The women confronting state violence
It is the women who have challenged this juggernaut by negotiating through masculine spaces like torture centres, police stations and army camps. They have weaponised their vulnerabilities under grave risks and spoken out against rape, extrajudicial executions and disappearances. Parveena Ahangar and members of the Association of Parents of Disappeared People have publicly mourned and protested against the enforced disappearances in Kashmir on the tenth of every month in Srinagar.
In Chhattisgarh, both Adivasi men and women have been subjected to rampant sexual violence and extrajudicial executions. Soni Sori pointed out the precarity of Adivasi men in approaching police officials who can be apprehended without evidence.
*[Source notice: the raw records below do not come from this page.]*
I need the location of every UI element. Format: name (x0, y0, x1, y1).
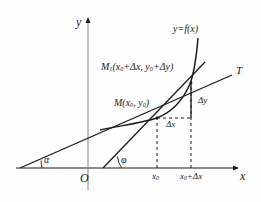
angle-alpha-label: α (44, 155, 49, 165)
point-m1 (190, 82, 193, 85)
delta-x-label: Δx (166, 120, 175, 129)
point-m-open: M(x (114, 97, 130, 108)
tick-x0dx-rest: +Δx (187, 171, 202, 181)
point-m-close: ) (146, 97, 149, 108)
angle-alpha-arc (41, 161, 42, 169)
point-m1-label: M1(x0+Δx, y0+Δy) (101, 62, 173, 73)
y-axis-label: y (76, 16, 81, 28)
point-m-mid: , y (133, 97, 142, 108)
origin-label: O (80, 172, 89, 184)
tick-label-x0: x0 (152, 172, 159, 182)
x-axis-label: x (240, 170, 245, 182)
secant-line (103, 62, 205, 168)
angle-phi-label: φ (121, 155, 127, 165)
point-m1-dx-part: +Δx, y (123, 61, 150, 72)
delta-y-label: Δy (198, 96, 207, 105)
point-m1-dy-part: +Δy) (153, 61, 173, 72)
tick-label-x0-plus-dx: x0+Δx (180, 172, 202, 182)
tick-x0-subscript: 0 (156, 175, 159, 181)
point-m (156, 117, 159, 120)
tangent-label: T (236, 65, 242, 76)
point-m-label: M(x0, y0) (114, 98, 149, 109)
curve-label: y=f(x) (173, 24, 198, 34)
derivative-diagram: y x O y=f(x) T M1(x0+Δx, y0+Δy) M(x0, y0… (0, 0, 261, 202)
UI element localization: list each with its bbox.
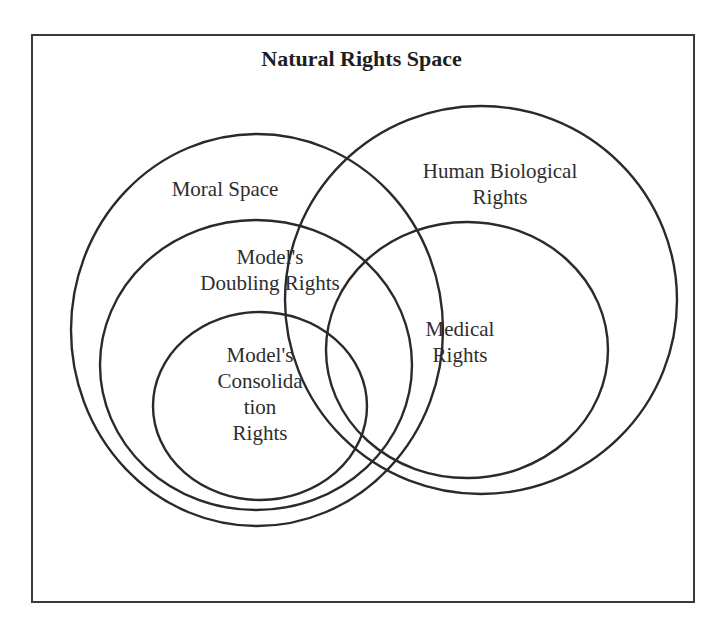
medical-rights-label: Medical Rights (405, 316, 515, 368)
diagram-title: Natural Rights Space (0, 46, 723, 72)
human-biological-rights-label: Human Biological Rights (395, 158, 605, 210)
consolidation-rights-label: Model's Consolida tion Rights (190, 342, 330, 446)
doubling-rights-label: Model's Doubling Rights (170, 244, 370, 296)
venn-diagram (0, 0, 723, 628)
moral-space-label: Moral Space (150, 176, 300, 202)
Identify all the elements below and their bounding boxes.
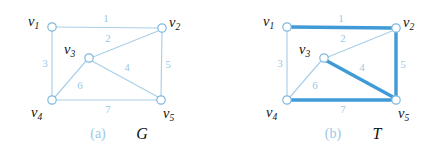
edge-weight-label: 7 [340,103,346,115]
graph-vertex-v2[interactable] [158,24,166,32]
edge-weight-label: 6 [77,79,83,91]
panel-caption-tag: (b) [325,126,342,142]
edge-weight-label: 7 [105,103,111,115]
graph-vertex-v5[interactable] [392,96,400,104]
edge-weight-label: 1 [338,12,344,24]
panel-b: 1234567v1v2v3v4v5(b)T [263,12,414,142]
vertex-label-v2: v2 [169,14,180,32]
vertex-label-v2: v2 [403,14,414,32]
edge-weight-label: 4 [359,61,365,73]
vertex-label-v3: v3 [64,41,75,59]
panel-a: 1234567v1v2v3v4v5(a)G [28,12,180,142]
graph-edge-v3-v2[interactable] [93,31,158,57]
graph-vertex-v1[interactable] [283,23,291,31]
vertex-label-v5: v5 [398,105,409,123]
vertex-label-v4: v4 [266,104,277,122]
vertex-label-v5: v5 [163,105,174,123]
edge-weight-label: 4 [124,61,130,73]
edge-weight-label: 3 [42,57,48,69]
vertex-label-v3: v3 [299,41,310,59]
graph-edge-v2-v5[interactable] [161,32,162,96]
edge-weight-label: 6 [312,79,318,91]
panel-caption-name: G [136,125,148,142]
vertex-label-v1: v1 [28,13,39,31]
graph-vertex-v3[interactable] [320,54,328,62]
vertex-label-v1: v1 [263,13,274,31]
figure-container: 1234567v1v2v3v4v5(a)G1234567v1v2v3v4v5(b… [0,0,441,158]
graph-edge-v1-v2[interactable] [291,27,392,28]
graph-figure-svg: 1234567v1v2v3v4v5(a)G1234567v1v2v3v4v5(b… [0,0,441,158]
edge-weight-label: 5 [400,58,406,70]
edge-weight-label: 2 [340,32,346,44]
vertex-label-v4: v4 [31,104,42,122]
edge-weight-label: 1 [103,12,109,24]
panel-caption-name: T [373,125,383,142]
graph-edge-v3-v2[interactable] [328,31,392,57]
edge-weight-label: 2 [105,32,111,44]
graph-vertex-v5[interactable] [157,96,165,104]
panel-caption-tag: (a) [90,126,106,142]
graph-edge-v1-v2[interactable] [56,27,158,28]
graph-vertex-v4[interactable] [48,96,56,104]
graph-vertex-v1[interactable] [48,23,56,31]
graph-vertex-v3[interactable] [85,54,93,62]
graph-vertex-v2[interactable] [392,24,400,32]
graph-vertex-v4[interactable] [283,96,291,104]
graph-render-root: 1234567v1v2v3v4v5(a)G1234567v1v2v3v4v5(b… [28,12,414,142]
edge-weight-label: 5 [165,58,171,70]
edge-weight-label: 3 [277,57,283,69]
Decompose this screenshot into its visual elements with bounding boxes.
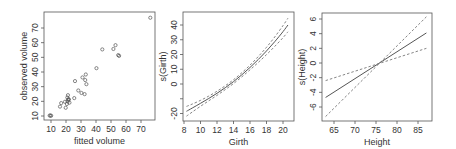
data-point [64, 106, 67, 109]
y-axis-title: s(Girth) [158, 52, 168, 82]
data-point [85, 83, 88, 86]
x-tick-label: 8 [182, 125, 187, 135]
data-point [95, 67, 98, 70]
y-tick-label: 40 [30, 67, 40, 77]
x-tick-label: 14 [229, 125, 239, 135]
y-tick-label: 20 [169, 50, 179, 60]
y-tick-label: 60 [30, 38, 40, 48]
x-axis: 10203040506070 [46, 120, 146, 134]
data-point [84, 73, 87, 76]
data-point [81, 76, 84, 79]
x-tick-label: 12 [212, 125, 222, 135]
y-tick-label: -20 [169, 107, 179, 120]
data-point [101, 48, 104, 51]
y-tick-label: 0 [169, 81, 179, 86]
x-tick-label: 70 [350, 125, 360, 135]
x-tick-label: 70 [136, 124, 146, 134]
y-tick-label: -6 [308, 103, 318, 111]
panel-s-girth: 8101214161820Girth-20010203040s(Girth) [158, 12, 294, 147]
figure: 10203040506070fitted volume1020304050607… [0, 0, 456, 149]
x-axis-title: fitted volume [74, 136, 125, 146]
x-tick-label: 10 [46, 124, 56, 134]
data-point [80, 91, 83, 94]
data-point [73, 79, 76, 82]
x-tick-label: 75 [371, 125, 381, 135]
data-point [84, 78, 87, 81]
y-tick-label: 70 [30, 23, 40, 33]
x-tick-label: 10 [196, 125, 206, 135]
plot-frame [183, 12, 294, 121]
data-point [118, 54, 121, 57]
y-tick-label: 30 [30, 82, 40, 92]
x-tick-label: 65 [329, 125, 339, 135]
data-point [73, 97, 76, 100]
x-tick-label: 16 [245, 125, 255, 135]
y-tick-label: -2 [308, 74, 318, 82]
data-point [149, 16, 152, 19]
x-tick-label: 50 [106, 124, 116, 134]
panel-s-height: 6570758085Height-6-4-20246s(Height) [297, 13, 432, 147]
y-tick-label: 2 [308, 46, 318, 51]
scatter-points [48, 16, 152, 117]
x-axis: 8101214161820 [182, 121, 288, 135]
data-point [112, 47, 115, 50]
smooth-fit-line [186, 25, 287, 111]
y-axis-title: observed volume [19, 32, 29, 101]
x-tick-label: 60 [121, 124, 131, 134]
y-tick-label: 40 [169, 20, 179, 30]
x-tick-label: 85 [413, 125, 423, 135]
y-tick-label: 4 [308, 31, 318, 36]
data-point [58, 105, 61, 108]
confidence-band-line [326, 48, 427, 80]
data-point [114, 44, 117, 47]
y-tick-label: 20 [30, 96, 40, 106]
x-axis: 6570758085 [329, 121, 423, 135]
panel-observed-vs-fitted: 10203040506070fitted volume1020304050607… [19, 12, 155, 146]
y-tick-label: 0 [308, 60, 318, 65]
x-tick-label: 80 [392, 125, 402, 135]
y-tick-label: -4 [308, 88, 318, 96]
x-axis-title: Girth [229, 137, 249, 147]
y-axis: -20010203040 [169, 20, 183, 120]
x-tick-label: 18 [262, 125, 272, 135]
confidence-band-line [186, 18, 287, 106]
y-axis: -6-4-20246 [308, 16, 322, 110]
data-point [77, 89, 80, 92]
confidence-band-line [326, 17, 427, 117]
plot-frame [322, 13, 432, 121]
x-tick-label: 20 [278, 125, 288, 135]
y-tick-label: 30 [169, 35, 179, 45]
y-tick-label: 10 [30, 111, 40, 121]
plot-frame [44, 12, 155, 120]
y-tick-label: 50 [30, 52, 40, 62]
x-tick-label: 40 [91, 124, 101, 134]
data-point [83, 93, 86, 96]
y-tick-label: 10 [169, 64, 179, 74]
y-axis-title: s(Height) [297, 49, 307, 86]
x-tick-label: 30 [76, 124, 86, 134]
x-tick-label: 20 [61, 124, 71, 134]
y-tick-label: 6 [308, 16, 318, 21]
x-axis-title: Height [364, 137, 391, 147]
y-axis: 10203040506070 [30, 23, 44, 121]
data-point [60, 101, 63, 104]
smooth-fit-line [326, 33, 427, 98]
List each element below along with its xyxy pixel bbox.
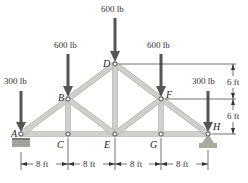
support-a-roller <box>12 138 30 147</box>
load-label-f: 600 lb <box>147 40 170 50</box>
joint-e <box>113 132 117 136</box>
joint-label-c: C <box>57 139 64 150</box>
joint-d <box>113 62 117 66</box>
dim-label-lower: 6 ft <box>227 111 240 121</box>
joint-label-a: A <box>10 128 18 139</box>
joint-g <box>159 132 163 136</box>
joint-c <box>66 132 70 136</box>
joint-b <box>66 97 70 101</box>
load-arrow-d <box>110 18 120 62</box>
joint-label-f: F <box>165 89 173 100</box>
load-label-b: 600 lb <box>54 40 77 50</box>
joint-f <box>159 97 163 101</box>
joint-h <box>206 132 210 136</box>
joint-label-e: E <box>103 139 110 150</box>
load-arrow-f <box>156 54 166 97</box>
joint-label-d: D <box>102 58 111 69</box>
dim-label-ce: 8 ft <box>83 159 96 169</box>
dim-label-gh: 8 ft <box>176 159 189 169</box>
joint-a <box>19 132 23 136</box>
dim-label-ac: 8 ft <box>36 159 49 169</box>
load-arrow-b <box>63 54 73 97</box>
dim-label-eg: 8 ft <box>130 159 143 169</box>
load-label-a: 300 lb <box>4 76 27 86</box>
load-label-h: 300 lb <box>192 76 215 86</box>
joint-label-b: B <box>58 92 64 103</box>
dim-label-upper: 6 ft <box>227 77 240 87</box>
joint-label-g: G <box>150 139 157 150</box>
truss-diagram: A B C D E F G H 300 lb 600 lb 600 lb 600… <box>0 0 248 183</box>
joint-label-h: H <box>212 121 221 132</box>
load-arrow-h <box>203 91 213 132</box>
load-arrow-a <box>16 91 26 132</box>
load-label-d: 600 lb <box>101 4 124 14</box>
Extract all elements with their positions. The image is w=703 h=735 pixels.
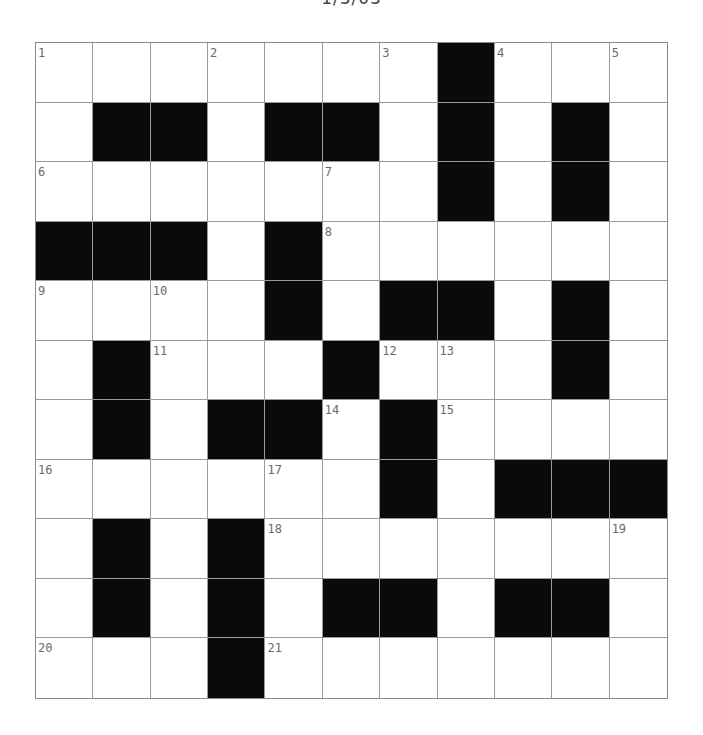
block-cell [552,341,609,401]
letter-cell[interactable] [552,638,609,698]
letter-cell[interactable] [495,222,552,282]
letter-cell[interactable]: 10 [151,281,208,341]
letter-cell[interactable] [208,460,265,520]
letter-cell[interactable] [610,341,667,401]
letter-cell[interactable] [265,341,322,401]
letter-cell[interactable]: 7 [323,162,380,222]
letter-cell[interactable]: 2 [208,43,265,103]
letter-cell[interactable] [36,341,93,401]
letter-cell[interactable]: 11 [151,341,208,401]
block-cell [93,103,150,163]
letter-cell[interactable] [552,400,609,460]
letter-cell[interactable] [495,162,552,222]
letter-cell[interactable] [552,222,609,282]
letter-cell[interactable] [380,162,437,222]
letter-cell[interactable] [610,281,667,341]
letter-cell[interactable] [208,162,265,222]
block-cell [265,400,322,460]
letter-cell[interactable] [36,579,93,639]
letter-cell[interactable] [380,222,437,282]
letter-cell[interactable] [151,638,208,698]
letter-cell[interactable]: 16 [36,460,93,520]
letter-cell[interactable] [610,400,667,460]
letter-cell[interactable]: 8 [323,222,380,282]
clue-number: 20 [38,641,52,655]
letter-cell[interactable] [380,103,437,163]
letter-cell[interactable] [495,281,552,341]
letter-cell[interactable] [323,638,380,698]
letter-cell[interactable] [610,579,667,639]
letter-cell[interactable] [36,519,93,579]
clue-number: 13 [440,344,454,358]
letter-cell[interactable]: 14 [323,400,380,460]
block-cell [552,162,609,222]
block-cell [93,400,150,460]
letter-cell[interactable] [552,43,609,103]
letter-cell[interactable] [610,103,667,163]
letter-cell[interactable] [495,341,552,401]
block-cell [265,103,322,163]
block-cell [438,103,495,163]
letter-cell[interactable] [438,579,495,639]
letter-cell[interactable] [610,222,667,282]
letter-cell[interactable] [438,638,495,698]
block-cell [438,43,495,103]
letter-cell[interactable] [323,43,380,103]
letter-cell[interactable] [93,460,150,520]
letter-cell[interactable]: 17 [265,460,322,520]
letter-cell[interactable] [380,519,437,579]
letter-cell[interactable] [36,400,93,460]
clue-number: 5 [612,46,619,60]
letter-cell[interactable] [438,222,495,282]
letter-cell[interactable]: 18 [265,519,322,579]
letter-cell[interactable]: 6 [36,162,93,222]
letter-cell[interactable] [151,460,208,520]
letter-cell[interactable] [495,103,552,163]
block-cell [323,103,380,163]
letter-cell[interactable] [93,281,150,341]
letter-cell[interactable]: 12 [380,341,437,401]
letter-cell[interactable] [151,43,208,103]
letter-cell[interactable] [208,281,265,341]
letter-cell[interactable] [323,519,380,579]
letter-cell[interactable]: 21 [265,638,322,698]
letter-cell[interactable] [495,519,552,579]
clue-number: 12 [382,344,396,358]
letter-cell[interactable] [380,638,437,698]
letter-cell[interactable] [208,103,265,163]
letter-cell[interactable] [151,400,208,460]
letter-cell[interactable] [610,162,667,222]
letter-cell[interactable]: 15 [438,400,495,460]
puzzle-title: 1/3/03 [0,0,703,8]
letter-cell[interactable] [151,579,208,639]
letter-cell[interactable] [208,222,265,282]
letter-cell[interactable] [438,460,495,520]
letter-cell[interactable] [265,162,322,222]
letter-cell[interactable] [265,43,322,103]
letter-cell[interactable] [323,460,380,520]
letter-cell[interactable]: 19 [610,519,667,579]
letter-cell[interactable] [151,519,208,579]
letter-cell[interactable] [495,400,552,460]
letter-cell[interactable] [323,281,380,341]
letter-cell[interactable]: 5 [610,43,667,103]
block-cell [552,579,609,639]
block-cell [552,281,609,341]
letter-cell[interactable]: 9 [36,281,93,341]
letter-cell[interactable] [93,162,150,222]
letter-cell[interactable] [495,638,552,698]
letter-cell[interactable] [610,638,667,698]
letter-cell[interactable] [151,162,208,222]
letter-cell[interactable] [265,579,322,639]
letter-cell[interactable] [93,43,150,103]
letter-cell[interactable]: 13 [438,341,495,401]
letter-cell[interactable] [438,519,495,579]
letter-cell[interactable] [552,519,609,579]
letter-cell[interactable]: 20 [36,638,93,698]
letter-cell[interactable]: 1 [36,43,93,103]
letter-cell[interactable] [36,103,93,163]
letter-cell[interactable]: 3 [380,43,437,103]
letter-cell[interactable] [208,341,265,401]
letter-cell[interactable]: 4 [495,43,552,103]
letter-cell[interactable] [93,638,150,698]
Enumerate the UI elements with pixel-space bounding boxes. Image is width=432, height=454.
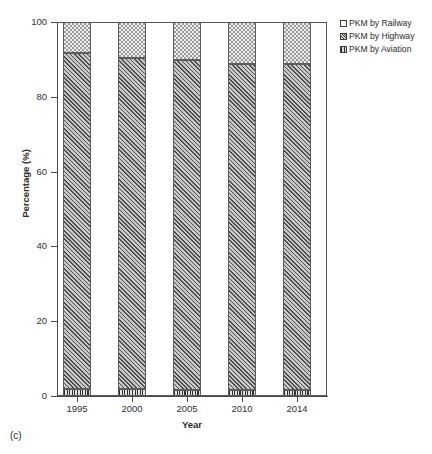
legend-label-railway: PKM by Railway	[349, 19, 412, 28]
figure-container: 0 20 40 60 80 100 Percentage (%)	[0, 0, 432, 454]
x-tick-label-1995: 1995	[47, 404, 107, 414]
y-tick-label-0: 0	[7, 391, 47, 401]
x-tick-mark-1995	[77, 397, 78, 402]
legend-swatch-railway-icon	[340, 20, 347, 27]
bar-segment-aviation-1995	[63, 389, 91, 396]
legend-swatch-highway-icon	[340, 33, 347, 40]
bar-segment-aviation-2005	[173, 390, 201, 396]
bar-segment-railway-2005	[173, 22, 201, 60]
y-tick-label-100: 100	[7, 17, 47, 27]
y-tick-label-20: 20	[7, 316, 47, 326]
bar-segment-highway-2000	[118, 58, 146, 389]
figure-caption: (c)	[10, 430, 22, 441]
bar-segment-railway-2010	[228, 22, 256, 64]
bars-layer	[57, 22, 327, 396]
bar-segment-aviation-2000	[118, 389, 146, 396]
legend-item-railway: PKM by Railway	[340, 17, 432, 29]
legend: PKM by Railway PKM by Highway PKM by Avi…	[340, 17, 432, 56]
legend-item-aviation: PKM by Aviation	[340, 43, 432, 55]
x-tick-mark-2000	[132, 397, 133, 402]
x-tick-mark-2010	[242, 397, 243, 402]
bar-segment-aviation-2014	[283, 390, 311, 396]
y-tick-mark-0	[51, 396, 57, 397]
bar-segment-railway-2014	[283, 22, 311, 64]
x-tick-mark-2014	[297, 397, 298, 402]
x-tick-label-2005: 2005	[157, 404, 217, 414]
bar-segment-aviation-2010	[228, 390, 256, 396]
bar-segment-highway-2005	[173, 60, 201, 390]
y-axis-title: Percentage (%)	[20, 114, 31, 254]
bar-segment-highway-2014	[283, 64, 311, 390]
legend-swatch-aviation-icon	[340, 46, 347, 53]
x-tick-mark-2005	[187, 397, 188, 402]
x-axis-title: Year	[57, 419, 327, 430]
bar-segment-railway-1995	[63, 22, 91, 53]
x-tick-label-2010: 2010	[212, 404, 272, 414]
x-tick-label-2000: 2000	[102, 404, 162, 414]
bar-segment-railway-2000	[118, 22, 146, 58]
legend-label-aviation: PKM by Aviation	[349, 45, 411, 54]
x-axis-line	[57, 396, 328, 397]
legend-label-highway: PKM by Highway	[349, 32, 414, 41]
bar-segment-highway-2010	[228, 64, 256, 390]
legend-item-highway: PKM by Highway	[340, 30, 432, 42]
x-tick-label-2014: 2014	[267, 404, 327, 414]
bar-segment-highway-1995	[63, 53, 91, 389]
y-tick-label-80: 80	[7, 92, 47, 102]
It is the women who march long distances in large number and gherao police stations to make themselves heard.
Unlike Punjab where bodies were not returned to the families, in Chhattisgarh, bodies of those killed in fake encounters are returned to the kith only when they sign an affidavit stating that their family member was a Maoist. Thus, the state seeks legitimacy for unlawful acts through coercion, extending its control of the killable or encounterable body.
In Punjab, Paramjit Kaur Khalra’s indomitable spirit has guided the human rights movement for over two decades. In her own words, “Punjab will never forget what happened to its people in the name of counter-insurgency”. The documentary highlights how the scars of violence have an inter-generational effect.
On Friday, Tejbir Kaur whose parents were shot dead in police custody in 1992 when she was only ten months old, said:
“I was raised in an orphanage. They told me I was with my parents when they were apprehended by the police. I was handed over to a lady constable after my parents were killed. I know very less about them, but I want their killers punished.”
In my various conversations with the documentation team in the summer of 2018, the “right hand” of the PDAP, as Barrister Satnam Singh Bains called them, an overarching sentiment was that of “chardi kala” or the Sikh tenet of high spirits in every endeavour.
In retrospect, it is this resilience which has kept Satnam and Jaswant going. “Many people told us, why are you doing this work? It will lead to a “revival” in Punjab,” said Satnam. “I say, yes. Yes, it will revive the hope for justice”.
Preetika Nanda has worked with the Punjab Documentation and Advocacy Project and researches violence, memory and resistance in ‘post-conflict’ Punjab.